Disciplinary Core Idea

Domain 

Domain 

Discipline 

Science and Engineering Practices

Standards for Mathematical Practice

Anchor Standards 

Dimension 

Crosscutting Concept 

Skill 

Skill 

Disciplinary Tools and Concepts 

Topic 

Topic 

Topic 

Topic  

Focus 

Focus 

Focus 

Focus 

Action 

Action 

Action 

Action 


The resultant research created six vocabulary types that could support K-12 education in the four subject area that could be applied globally. 

3 - System Development

The research project included the development of a prototype to support hypotheses for a new approach to capturing K-12 learning outcomes. A Unity C# and JavaScript API was developed to support using xAPI in various games. An open-source learning record store was implemented to receive xAPI data.

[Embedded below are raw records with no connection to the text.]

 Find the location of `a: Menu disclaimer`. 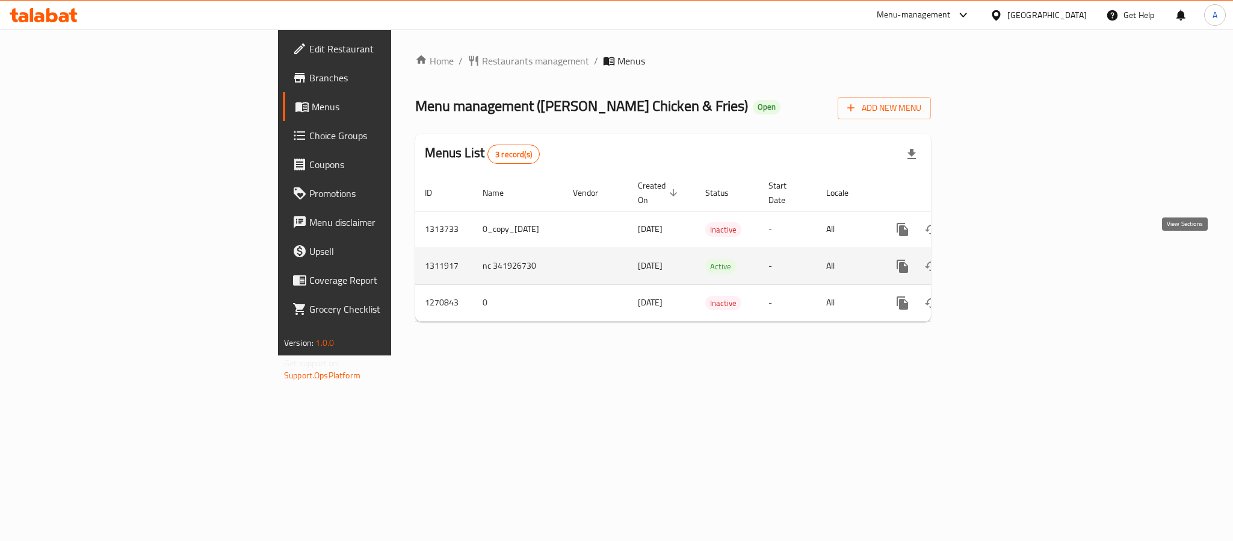

a: Menu disclaimer is located at coordinates (383, 222).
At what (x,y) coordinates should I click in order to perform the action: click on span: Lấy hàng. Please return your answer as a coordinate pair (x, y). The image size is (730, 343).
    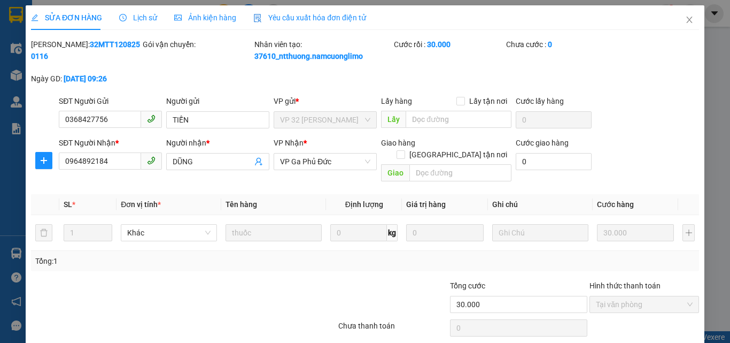
    Looking at the image, I should click on (397, 101).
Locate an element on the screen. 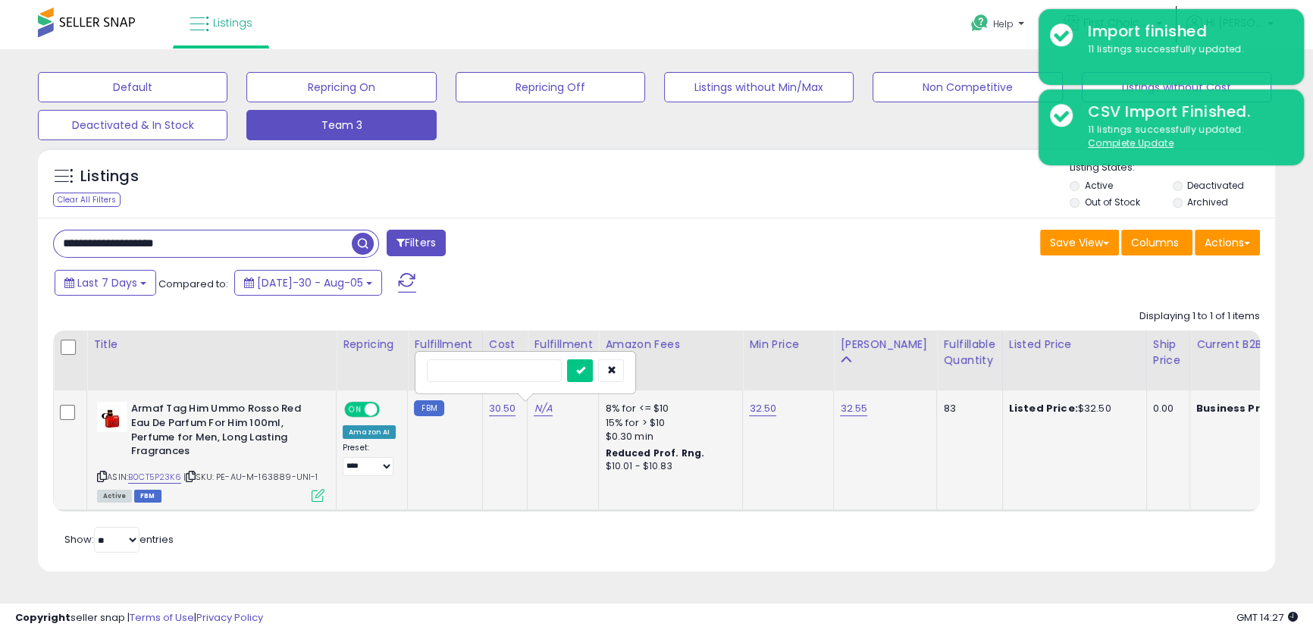  small: FBM is located at coordinates (428, 408).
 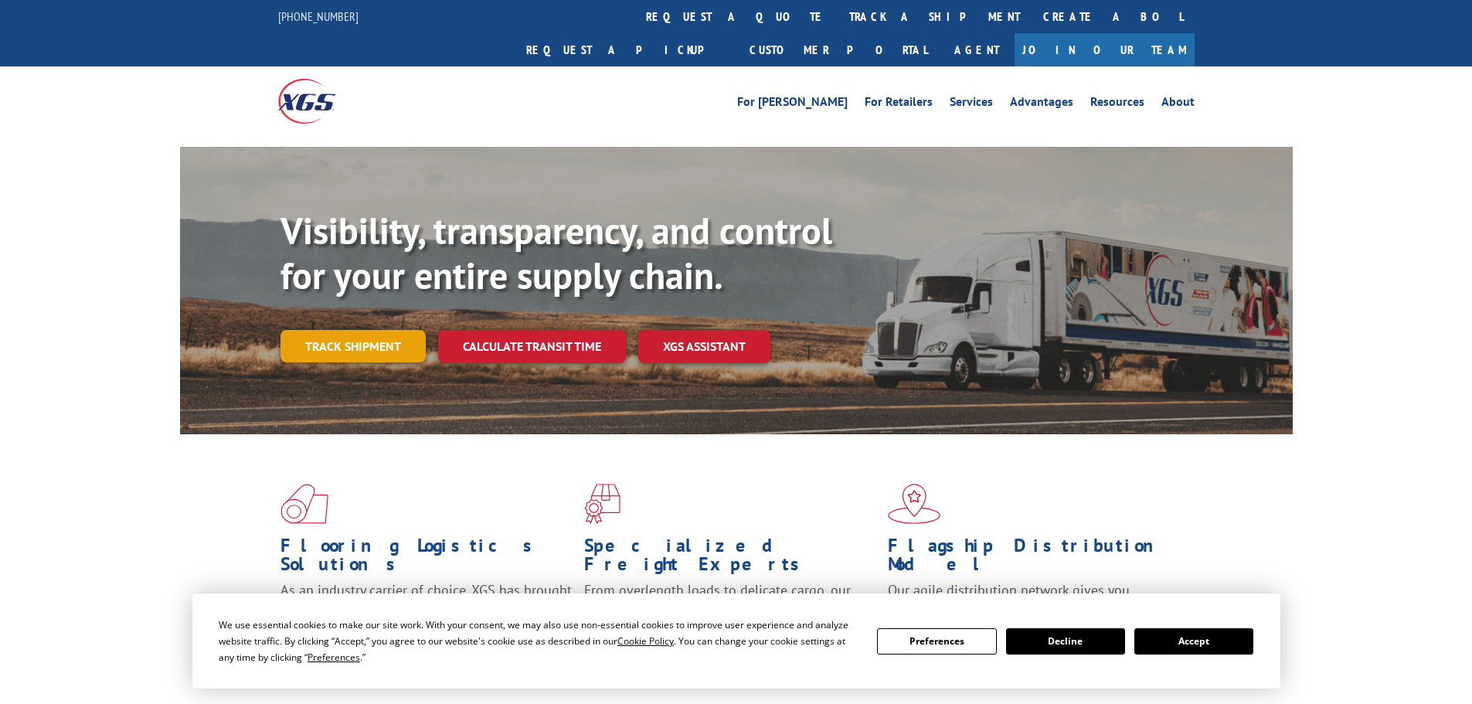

Various reporting solutions were evaluated to support requirements beyond those available in the LRS.  

Game-based learning products that included different K-12 standards were included in the test set so that data across different subject areas could be evaluated individually and in the aggregate.  Once games were intergrated with the GBLxAPI APIs for telemetry data capture, reports and dashboards were developed to support requirements identified from various stakeholders.

Testing was performed in K-12 classroom environments.  Educators were then shown various levels of reporting and the transparency of the data in the xAPI statements. Reports were then created that aggregated results across three different stakeholder products into a unifed dashboard.

The primary goals of the research were proven with the testing and prototype platform. Research is on-going at Dig-iT! games and the platform is available for others to perform pilots of their own.  Additional research information will be forthcoming.